Archive for the ‘Current Events’ Category
Coffee with Joe 1/14/10: Financial or Monetary Reform?
Joe contends that the debt-based monetary system is what is broken, and financial reforms (like reinstating Glass-Steagall) will only delay the eventual collapse of the economy, not prevent it like monetary reform would.
Coffee with Joe 1/8/10: 1) Iceland’s Taxpayers on the Hook and 2) Geithner has to Go
In Part 1 this week, Joe and Pete discuss efforts by UK Prime Minister Gordon Brown to hold the taxpayers of Iceland responsible for the poor investments made by the private Icelandic bank, Landesbankinn (Icesave in the UK and Netherlands.) In Part 2, Joe asserts that Tim Geithner did not represent the interests of the [...]
Coffee with Joe 12/31/09: No Need to Raise the Debt Limit (Part 1) and Geithner Says No Double Dip (Part 2)
In Part 1, Joe and Pete discuss Congress raising the debt limit on Christmas Eve and how monetary reform could eliminate the national debt altogether. Part 2 addresses Treasury Secretary Tim Geithner’s assurance in an interview on National Public Radio on Dec. 23, that: “We’ll do what is necessary to prevent (a second wave of [...]
Coffee with Joe 12-1-09: Fed Chair Offers Reform
In this Washington Post article from Sunday, Nov. 29, 2009: Fed Chair Ben Bernanke criticizes currents attempts to reform the Federal Reserve, like Ron Paul’s Fed Transparency Bill (HR 1207) which moved out of House committee last month. He also defends the transparency of the Fed, and threatens inflation if there is any compromise to [...]

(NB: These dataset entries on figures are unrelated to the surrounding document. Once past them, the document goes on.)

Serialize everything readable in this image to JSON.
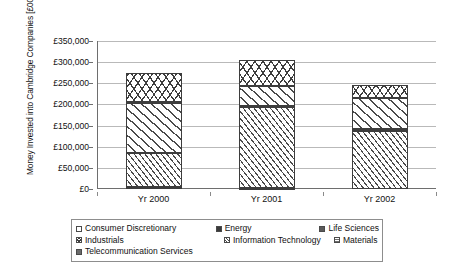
{
  "chart_data": {
    "type": "bar",
    "subtype": "stacked-bar",
    "title": "",
    "xlabel": "",
    "ylabel": "Money Invested into Cambridge Companies [£000s]",
    "ylabel_lines": [
      "Money Invested into Cambridge Companies",
      "[£000s]"
    ],
    "categories": [
      "Yr 2000",
      "Yr 2001",
      "Yr 2002"
    ],
    "ylim": [
      0,
      350000
    ],
    "y_tick_labels": [
      "£0",
      "£50,000",
      "£100,000",
      "£150,000",
      "£200,000",
      "£250,000",
      "£300,000",
      "£350,000"
    ],
    "y_tick_values": [
      0,
      50000,
      100000,
      150000,
      200000,
      250000,
      300000,
      350000
    ],
    "y_tick_step": 50000,
    "grid": true,
    "legend_position": "bottom",
    "currency_symbol": "£",
    "units": "£000s",
    "series": [
      {
        "name": "Consumer Discretionary",
        "pattern": "white-empty",
        "values": [
          0,
          0,
          0
        ]
      },
      {
        "name": "Energy",
        "pattern": "solid-dark",
        "values": [
          0,
          0,
          0
        ]
      },
      {
        "name": "Life Sciences",
        "pattern": "wide-diagonal-hatch",
        "values": [
          118000,
          52000,
          77000
        ]
      },
      {
        "name": "Industrials",
        "pattern": "cross-hatch",
        "values": [
          70000,
          60000,
          30000
        ]
      },
      {
        "name": "Information Technology",
        "pattern": "dense-diagonal-hatch",
        "values": [
          80000,
          193000,
          138000
        ]
      },
      {
        "name": "Materials",
        "pattern": "horizontal-stipple",
        "values": [
          0,
          0,
          0
        ]
      },
      {
        "name": "Telecommunication Services",
        "pattern": "solid-grey",
        "values": [
          5000,
          3000,
          0
        ]
      }
    ],
    "stack_order_bottom_to_top": [
      "Telecommunication Services",
      "Information Technology",
      "Life Sciences",
      "Energy",
      "Industrials"
    ],
    "bar_totals": [
      275000,
      305000,
      245000
    ],
    "stacks": [
      {
        "category": "Yr 2000",
        "total": 275000,
        "segments": [
          {
            "series": "Telecommunication Services",
            "from": 0,
            "to": 5000,
            "value": 5000
          },
          {
            "series": "Information Technology",
            "from": 5000,
            "to": 85000,
            "value": 80000
          },
          {
            "series": "Life Sciences",
            "from": 85000,
            "to": 203000,
            "value": 118000
          },
          {
            "series": "Energy",
            "from": 203000,
            "to": 206000,
            "value": 3000
          },
          {
            "series": "Industrials",
            "from": 206000,
            "to": 275000,
            "value": 69000
          }
        ]
      },
      {
        "category": "Yr 2001",
        "total": 305000,
        "segments": [
          {
            "series": "Telecommunication Services",
            "from": 0,
            "to": 2000,
            "value": 2000
          },
          {
            "series": "Information Technology",
            "from": 2000,
            "to": 193000,
            "value": 191000
          },
          {
            "series": "Energy",
            "from": 193000,
            "to": 197000,
            "value": 4000
          },
          {
            "series": "Life Sciences",
            "from": 197000,
            "to": 243000,
            "value": 46000
          },
          {
            "series": "Industrials",
            "from": 243000,
            "to": 305000,
            "value": 62000
          }
        ]
      },
      {
        "category": "Yr 2002",
        "total": 245000,
        "segments": [
          {
            "series": "Information Technology",
            "from": 0,
            "to": 138000,
            "value": 138000
          },
          {
            "series": "Energy",
            "from": 138000,
            "to": 142000,
            "value": 4000
          },
          {
            "series": "Life Sciences",
            "from": 142000,
            "to": 216000,
            "value": 74000
          },
          {
            "series": "Industrials",
            "from": 216000,
            "to": 245000,
            "value": 29000
          }
        ]
      }
    ]
  },
  "legend": {
    "rows": [
      [
        {
          "label": "Consumer Discretionary",
          "swatch": "consumer"
        },
        {
          "label": "Energy",
          "swatch": "energy"
        },
        {
          "label": "Life Sciences",
          "swatch": "life"
        }
      ],
      [
        {
          "label": "Industrials",
          "swatch": "industrials"
        },
        {
          "label": "Information Technology",
          "swatch": "it"
        },
        {
          "label": "Materials",
          "swatch": "materials"
        }
      ],
      [
        {
          "label": "Telecommunication Services",
          "swatch": "telecom"
        }
      ]
    ]
  }
}
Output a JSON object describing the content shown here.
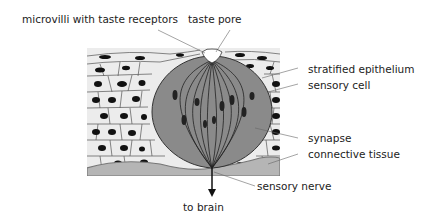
{
  "diagram": {
    "labels": {
      "microvilli": "microvilli with taste receptors",
      "taste_pore": "taste pore",
      "stratified_epithelium": "stratified epithelium",
      "sensory_cell": "sensory cell",
      "synapse": "synapse",
      "connective_tissue": "connective tissue",
      "sensory_nerve": "sensory nerve",
      "to_brain": "to brain"
    },
    "colors": {
      "epithelium": "#ececec",
      "taste_bud": "#8a8a8a",
      "connective_tissue": "#b5b5b5",
      "nucleus": "#111111",
      "outline": "#333333"
    }
  }
}
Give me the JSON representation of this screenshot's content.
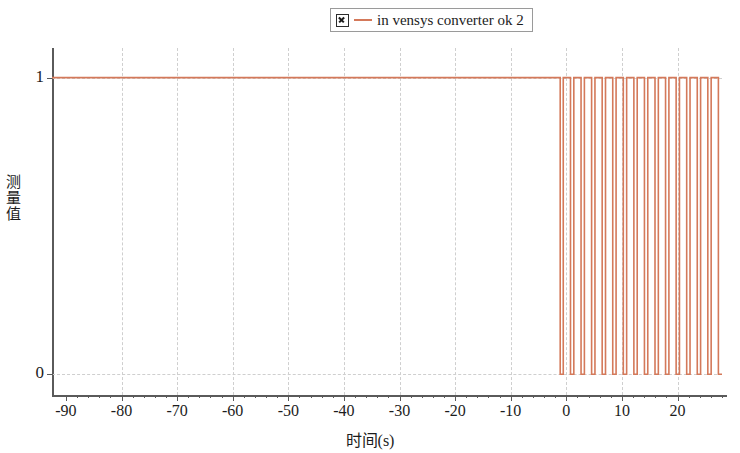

Coffee with Joe: 11.5.09, Part 2, Privileges of the Money Power: Seigniorage and Interest
Joe and Pete discuss where paper money gets its value and argue that the benefits of money creation should be shared democratically.
Coffee with Joe: 11.5.09, Part 1: That Ain’t the Half of It
For one thing, because banks will only be able to lend real money, the depositor will become a much more powerful player than he is now. Taxes will be lower, in part because we will pay for things once, not two to three times over, the way we do with the private money creation system we have now.
Coffee with Joe 10.29.09: Of Debt and Taxes
On the eightieth anniversary of the Great Crash in 1929, Joe and Pete discuss the 3rd quarter GDP report (3.5% growth) in light of continued job losses, how our money system needs the national debt to create our base money supply, and how there could be no national debt if we reformed it. They wax [...]
Coffee with Joe 10.22.09: Is Glass-Steagall Enough?
In this week’s news, former Fed Chair Paul Vocker comes out in support of restoring the Glass-Steagall Act that was created in the 1930′s as a response to the banking crisis of the depression. Joe says it’s a step in the right direction, but not nearly enough.
The Mother of All Free Lunches
Which would you choose? The money system that confers hundreds of billions of dollars a year to the benefit of the U.S. taxpayer and leaves us with no national debt, or the one that confers $31 Billion a year, maybe, and created our $12 Trillion national debt?